Like Dublin City Council, Lewisham Borough Council was looking at ways to spend money on homes rather than hotels. “This is a project that pays for itself,” said Endean.

The 24 stackables last for 60 years and cost about £150,000 a unit. Moving people into them means the council isn’t paying for unsuitable bed and breakfasts – instead, it’s getting paid rent.

“If you pay back the cost of the capital that we put in, it makes a surplus from rent of £85,000 a year, so it’s paying for itself, it’s actually driving a revenue for the council,” Endean said.

They had an extensive public consultation to make sure the public was on board, he said. They asked people what they wanted on the ground floor and responded to that, putting in a small cinema and a work place for small businesses.

People Before Profit Councillor John Lyons asked whether the building value depreciates over time, and others asked why they are temporary.

“A verbal value has been put on as £700,000 per unit,” said John Green of SIG Building Systems. “That should really quash the depreciation element of it.”

Green said they’re temporary in the Lewisham site because that’s what the council needs there.

It’s a site that might be a tube station later, so if they built on it they would lose that long-term strategic use. They might later move the homes to another site where they would be permanent, he said.

As Sinn Fein’s Daithi Doolan sees it, the stackable units have the potential to counter complaints about where rapid-build homes have been put so far.

“It actually answers some of the concerns that people have been talking about in the last 12 months,” said Doolan. “They won’t just be in working-class suburbs. We’re now going to put smaller units in the inner-city.”

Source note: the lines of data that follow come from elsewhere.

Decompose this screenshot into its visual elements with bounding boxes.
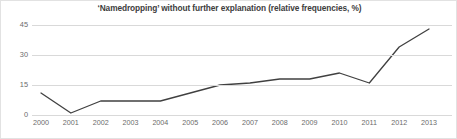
y-tick-label: 30 <box>6 51 28 58</box>
gridline <box>32 55 452 56</box>
x-axis: 2000200120022003200420052006200720082009… <box>32 119 452 133</box>
gridline <box>32 85 452 86</box>
y-axis: 0153045 <box>1 25 28 115</box>
y-tick-label: 0 <box>6 111 28 118</box>
line-chart-figure: ‘Namedropping’ without further explanati… <box>0 0 457 139</box>
y-tick-label: 45 <box>6 21 28 28</box>
plot-area <box>32 25 452 115</box>
series-line <box>32 25 452 115</box>
chart-title: ‘Namedropping’ without further explanati… <box>1 3 457 13</box>
gridline <box>32 25 452 26</box>
x-tick-label: 2013 <box>412 119 446 126</box>
gridline <box>32 115 452 116</box>
y-tick-label: 15 <box>6 81 28 88</box>
data-series-polyline <box>41 29 429 113</box>
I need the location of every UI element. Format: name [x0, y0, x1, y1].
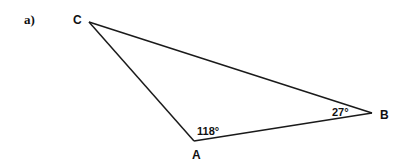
edge-cb [89, 22, 372, 113]
part-label: a) [24, 12, 35, 27]
vertex-label-b: B [380, 108, 389, 122]
vertex-label-c: C [73, 13, 82, 27]
angle-label-b: 27° [332, 106, 349, 118]
angle-label-a: 118° [197, 125, 219, 137]
edge-ca [89, 22, 194, 141]
triangle-diagram: a) C A B 118° 27° [0, 0, 406, 167]
triangle [89, 22, 372, 141]
vertex-label-a: A [192, 148, 201, 162]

“You’ll occupy sites that are currently only open for anti-social behaviour,” he said.

Unanswered Questions

Even as the council pushed forward with new projects, though, there are still unanswered questions about the first round of rapid-build housing built by Western Building Systems in Poppintree earlier this year.

“I’m supportive of rapid-build, and the quicker we get it built,” said Sinn Fein Councillor Criona Ni Dhalaigh at Friday’s meeting. “But I’m also concerned because so far it hasn’t been very positive in that delay after delay after delay. Are we sure that we have this right now?”

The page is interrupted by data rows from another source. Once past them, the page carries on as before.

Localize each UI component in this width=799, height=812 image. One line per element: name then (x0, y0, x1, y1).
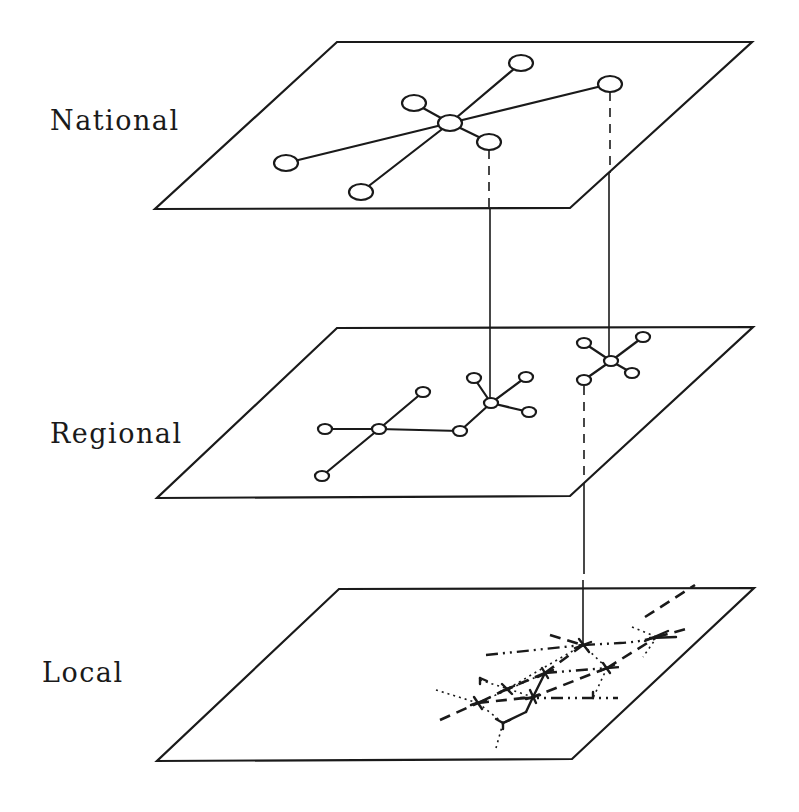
regional-hub (484, 398, 498, 408)
national-node (477, 134, 501, 150)
regional-plane (157, 327, 753, 498)
local-plane (157, 588, 754, 761)
regional-node (636, 332, 650, 342)
national-hub (438, 115, 462, 131)
label-national: National (50, 105, 180, 136)
regional-node (315, 471, 329, 481)
national-level (155, 42, 752, 209)
regional-hub (604, 356, 618, 366)
regional-level (157, 327, 753, 498)
regional-node (577, 375, 591, 385)
national-node (349, 184, 373, 200)
national-node (598, 76, 622, 92)
regional-node (318, 424, 332, 434)
label-regional: Regional (50, 418, 183, 449)
regional-node (453, 426, 467, 436)
regional-node (625, 368, 639, 378)
national-node (274, 155, 298, 171)
regional-node (467, 373, 481, 383)
regional-node (577, 338, 591, 348)
national-node (509, 55, 533, 71)
label-local: Local (42, 657, 124, 688)
regional-hub (372, 424, 386, 434)
local-level (157, 585, 754, 761)
regional-node (416, 387, 430, 397)
regional-node (519, 372, 533, 382)
regional-node (522, 407, 536, 417)
national-node (402, 95, 426, 111)
hierarchical-network-diagram: National Regional Local (0, 0, 799, 812)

The council has yet to release a cost-benefit analysis explaining how the decision to build rapid-build homes compares to other options — like building traditional homes or acquiring more existing homes than they already are. And we still don’t know the final bill for the housing in Poppintree, Ballymun.

“When the final account is agreed, we will provide you with the costs in relation to Ballymun,” said Anthony Flynn, the executive manager of the council’s housing department.

“The dispute resolution process has been enacted by the contractor,” said Flynn. The council is going to conciliation, and it might go to arbitration. “An arbitrator will agree what the final cost will be. That’s where it’s at at this minute, unfortunately, but we’re in dispute at this time.”

The head of the housing committee, Sinn Fein’s Daithi Doolan, said the council can’t afford to sit back and do nothing, despite the difficulties. “We’re always learning from making mistakes but the emergency is so great that we need to press on,” he said.

Also, the modular housing in Cherry Orchard has, so far, been quite successful, said Doolan. “The houses in the area actually see it as part of the solution to tackling anti-social housing in the area.”

The dispute over the Poppintree rapid-build homes is not the first one the government and Western Building Systems have had over a contract. The Office for Public Works is currently involved in legal proceedings that relate to a project built by Western Building Systems.

In 2009, the National Standards Authority of Ireland (NSAI) carried out an inspection of Whitehall College of Further Education, which had been designed and built by Western Building Systems.

The NSAI and the Office of Public Works both refused to release a copy of the inspection report under the Freedom of Information Act, though, because of an ongoing legal process.